12-month detention claim under War and Strikes is a legal nightmare

If there was one clause over the past 10 years that had caused grief for Richard Neylon, London-based partner at legal firm HFW, it would be the ILU War and Strikes Detainment Clause, he said yesterday September 18th.

Speaking at the IUMI 2018 conference in Cape Town, South Africa, on the topic of security risks and the complications for insurers, Neylon said that the clause (In the event that the Vessel shall have been the subject of capture seizure arrest restraint detainment confiscation or expropriation, and the Assured shall thereby have lost the free use and disposal of the Vessel for a continuous period of 12 months then for the purpose of ascertaining whether the Vessel is a constructive total loss the Assured shall be deemed to have been deprived of the possession of the Vessel without any likelihood of recovery”) enabled a claim for a Constructive Total Loss if the vessel was detained for more than 12 months, but then applies an array of exclusions and exceptions.

Neylon said: “In nearly every case I have been involved in there has been a dispute. The underwriters say it is not a war risk, that drugs, or smuggling, was involved in the detainment. Meanwhile the Owners say that it is a fortuity and it isn’t their fault. He noted one possible example where a dispute could arise between owners and – detention by a Libyan Coast Guard acting outside 12-mile waters.

Neylan said that the only reason that there weren’t more legal disputes over the detainment clause was that not many vesseols were detained for longer than 12 months.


Your task is to restate word for word the lines in the material below, from the one with "Image resolution: width=1293" up to and including the one with "Image resolution: width=780". Do not carry over the pictures.
***** Material provided
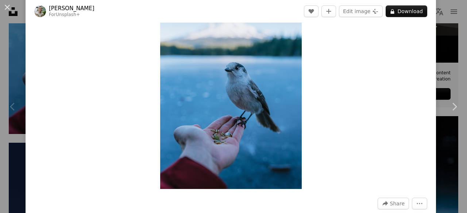 The height and width of the screenshot is (213, 467). I want to click on button: Edit image, so click(361, 11).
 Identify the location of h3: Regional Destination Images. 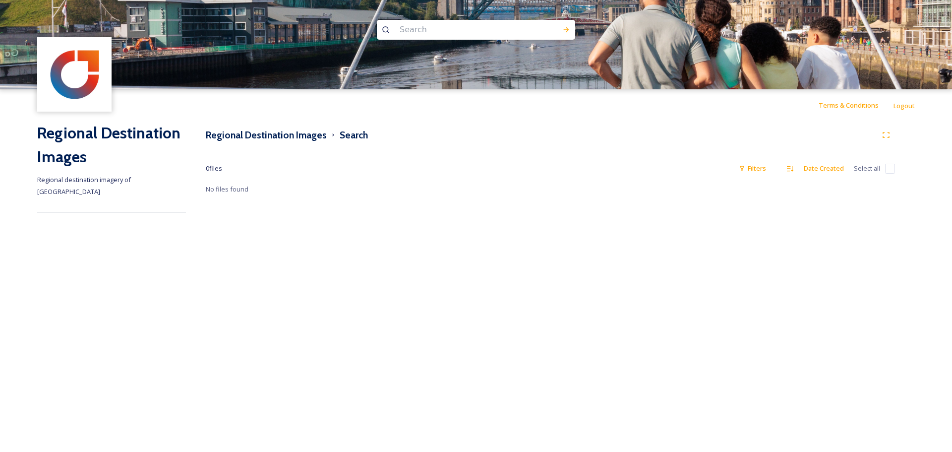
(266, 135).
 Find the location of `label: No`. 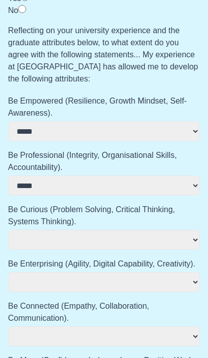

label: No is located at coordinates (13, 11).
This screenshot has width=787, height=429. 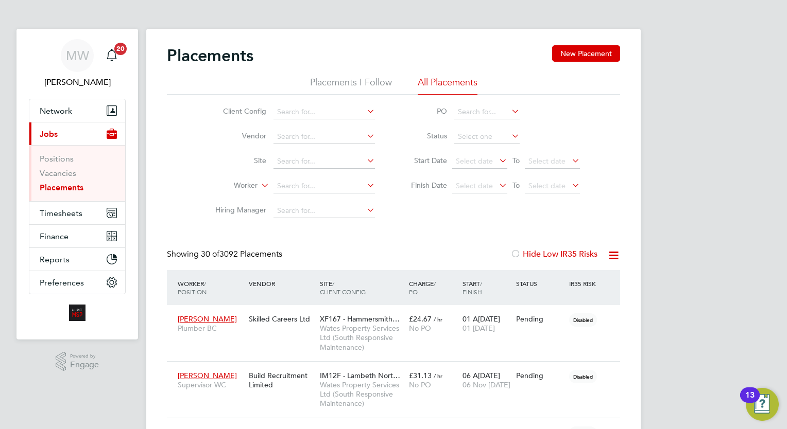 What do you see at coordinates (447, 85) in the screenshot?
I see `li: All Placements` at bounding box center [447, 85].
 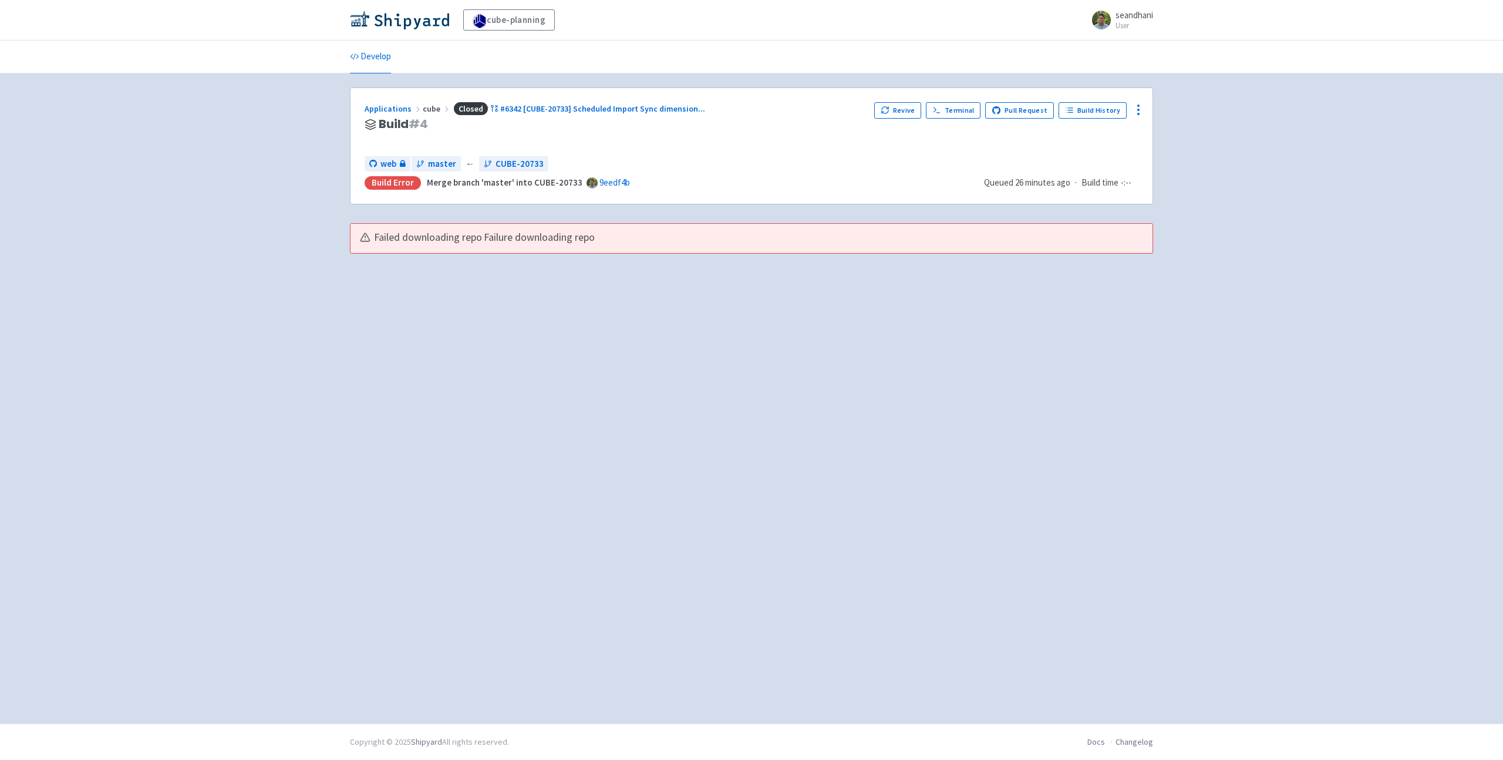 What do you see at coordinates (615, 182) in the screenshot?
I see `a: 9eedf4b` at bounding box center [615, 182].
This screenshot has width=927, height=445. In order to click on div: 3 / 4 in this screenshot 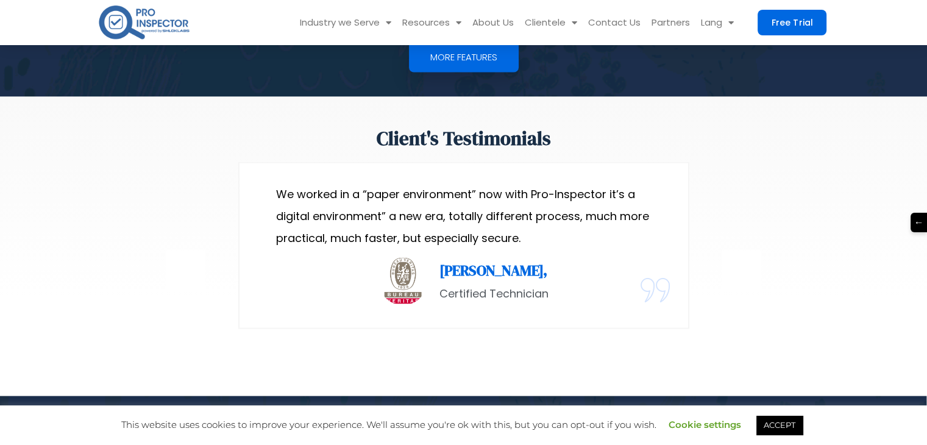, I will do `click(464, 246)`.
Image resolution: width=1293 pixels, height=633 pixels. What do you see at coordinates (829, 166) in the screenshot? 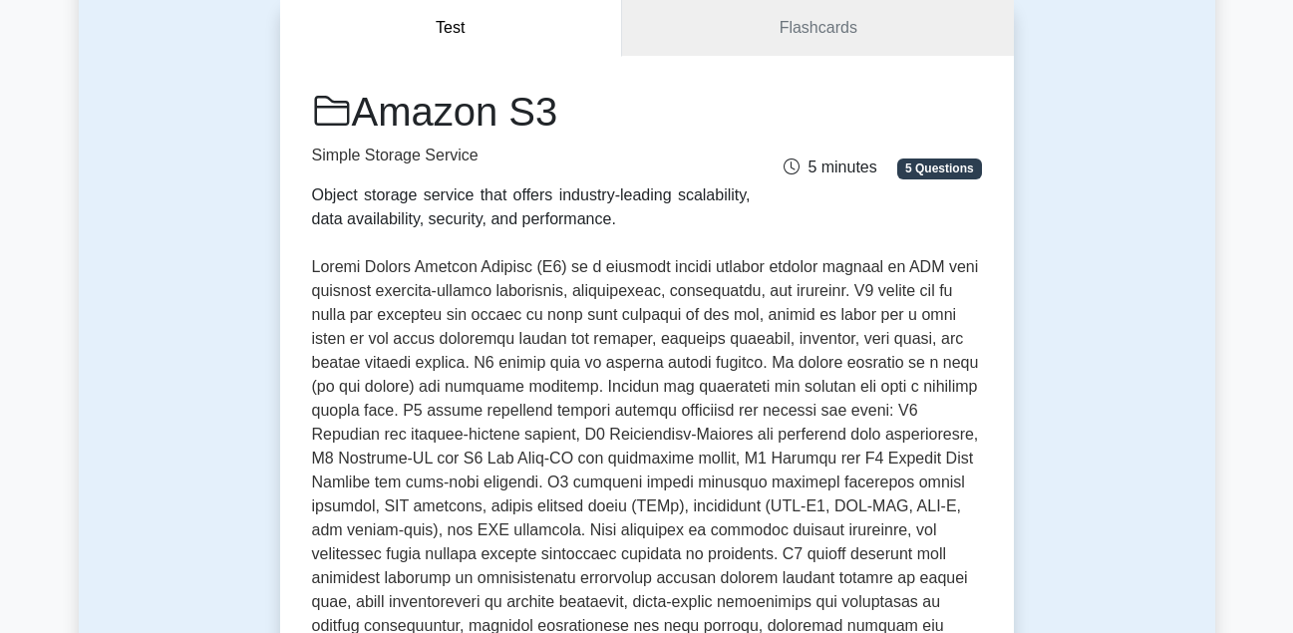
I see `span: 5 minutes` at bounding box center [829, 166].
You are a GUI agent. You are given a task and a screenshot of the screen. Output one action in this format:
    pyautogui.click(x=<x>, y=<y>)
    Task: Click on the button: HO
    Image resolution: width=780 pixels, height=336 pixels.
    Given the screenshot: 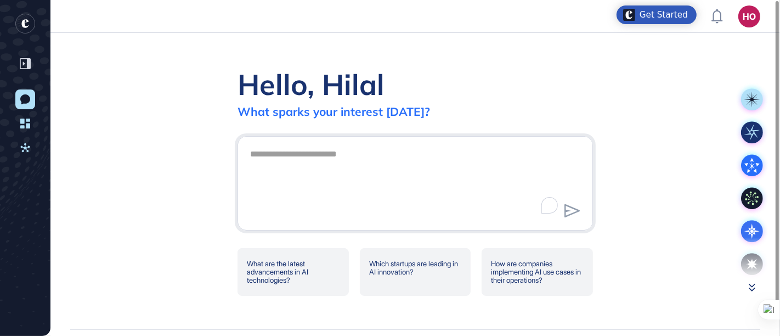 What is the action you would take?
    pyautogui.click(x=749, y=16)
    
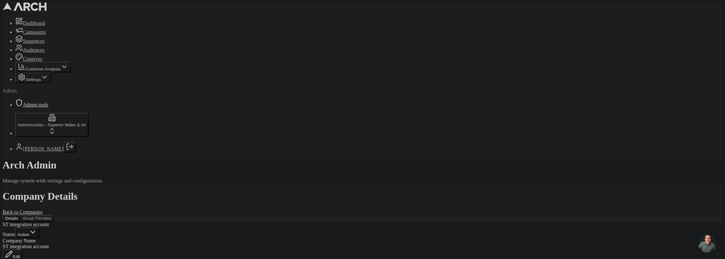  What do you see at coordinates (33, 59) in the screenshot?
I see `span: Creatives` at bounding box center [33, 59].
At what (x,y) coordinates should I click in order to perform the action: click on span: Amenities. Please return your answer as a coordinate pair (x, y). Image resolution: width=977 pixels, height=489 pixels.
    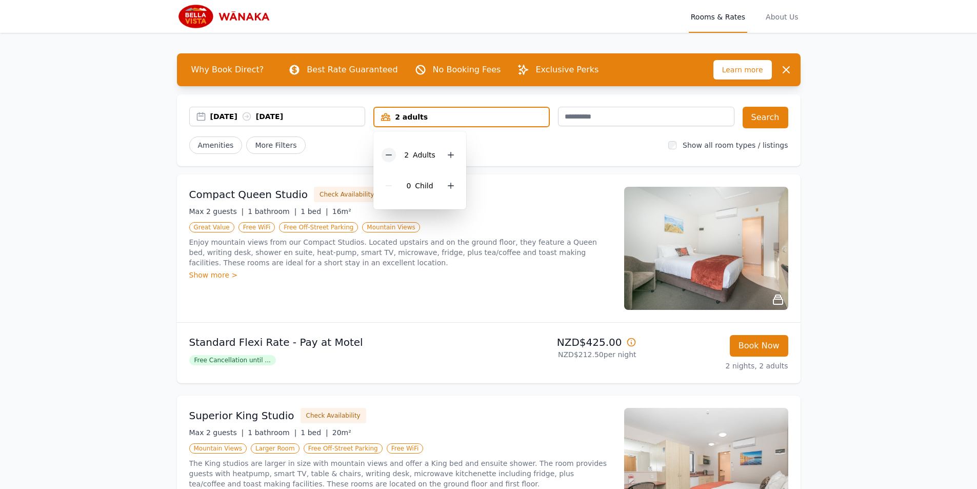
    Looking at the image, I should click on (216, 145).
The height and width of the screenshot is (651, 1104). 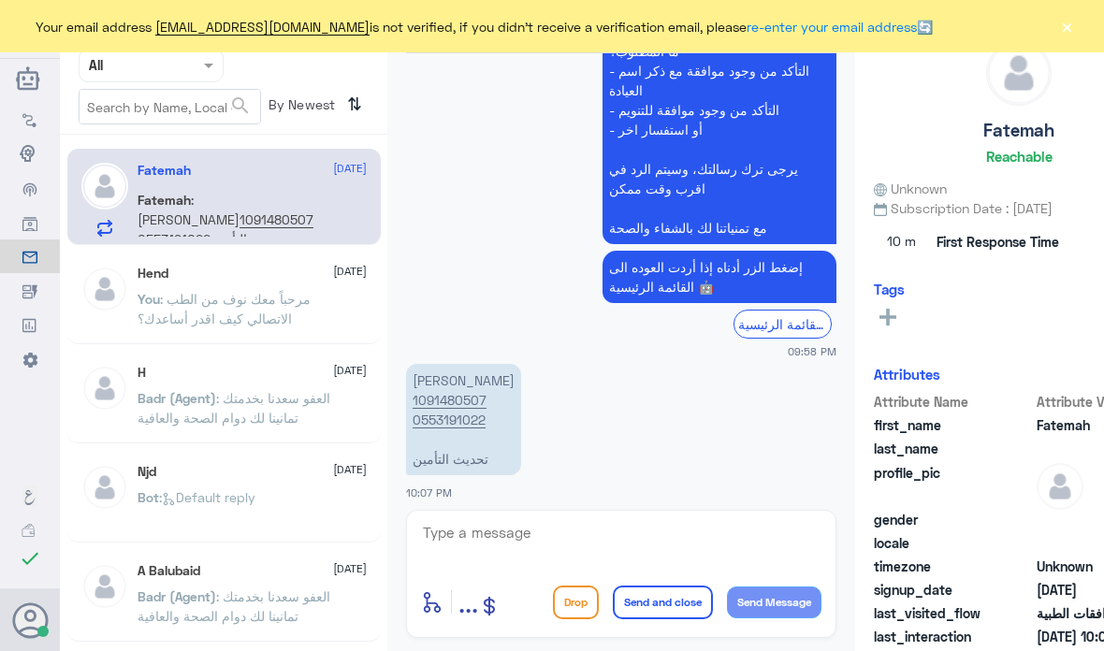 What do you see at coordinates (147, 471) in the screenshot?
I see `h5: Njd` at bounding box center [147, 471].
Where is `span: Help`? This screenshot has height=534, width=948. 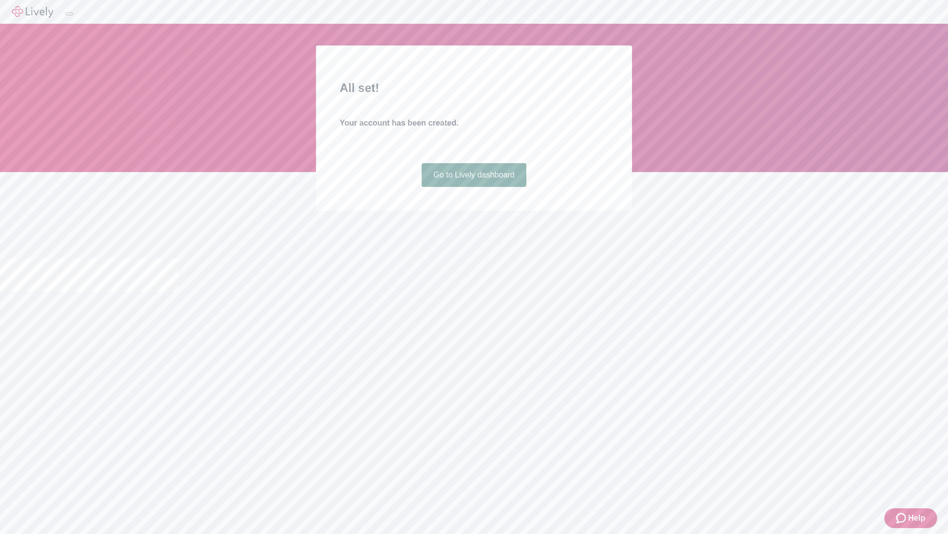
span: Help is located at coordinates (917, 518).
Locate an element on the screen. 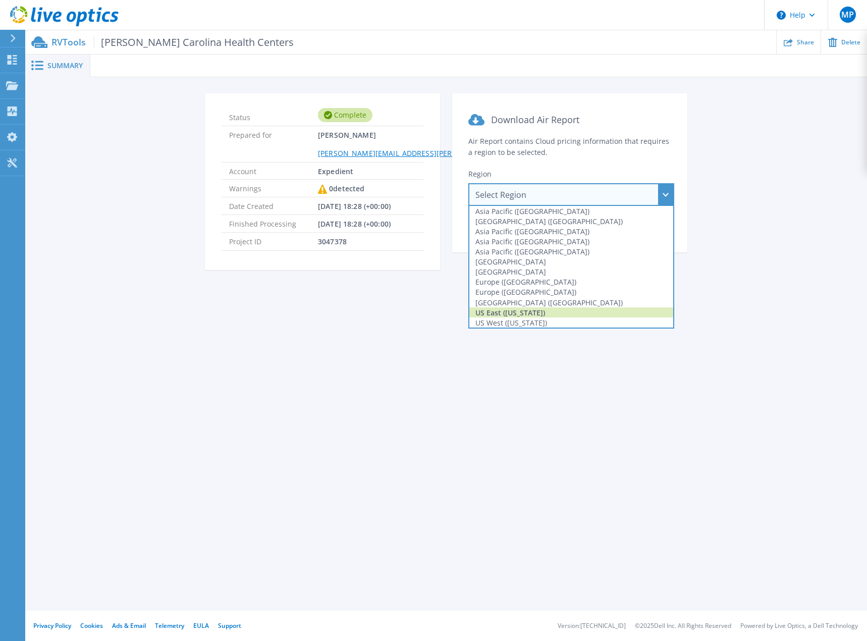  span: Finished Processing is located at coordinates (274, 224).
**********
▶ [Output below]
Image resolution: width=1293 pixels, height=633 pixels. What do you see at coordinates (829, 166) in the screenshot? 
I see `span: 5 minutes` at bounding box center [829, 166].
You are a GUI agent. You are given a task and a screenshot of the screen. Output one action in this format:
    pyautogui.click(x=<x>, y=<y>)
    Task: Click on the button: HO
    Image resolution: width=780 pixels, height=336 pixels.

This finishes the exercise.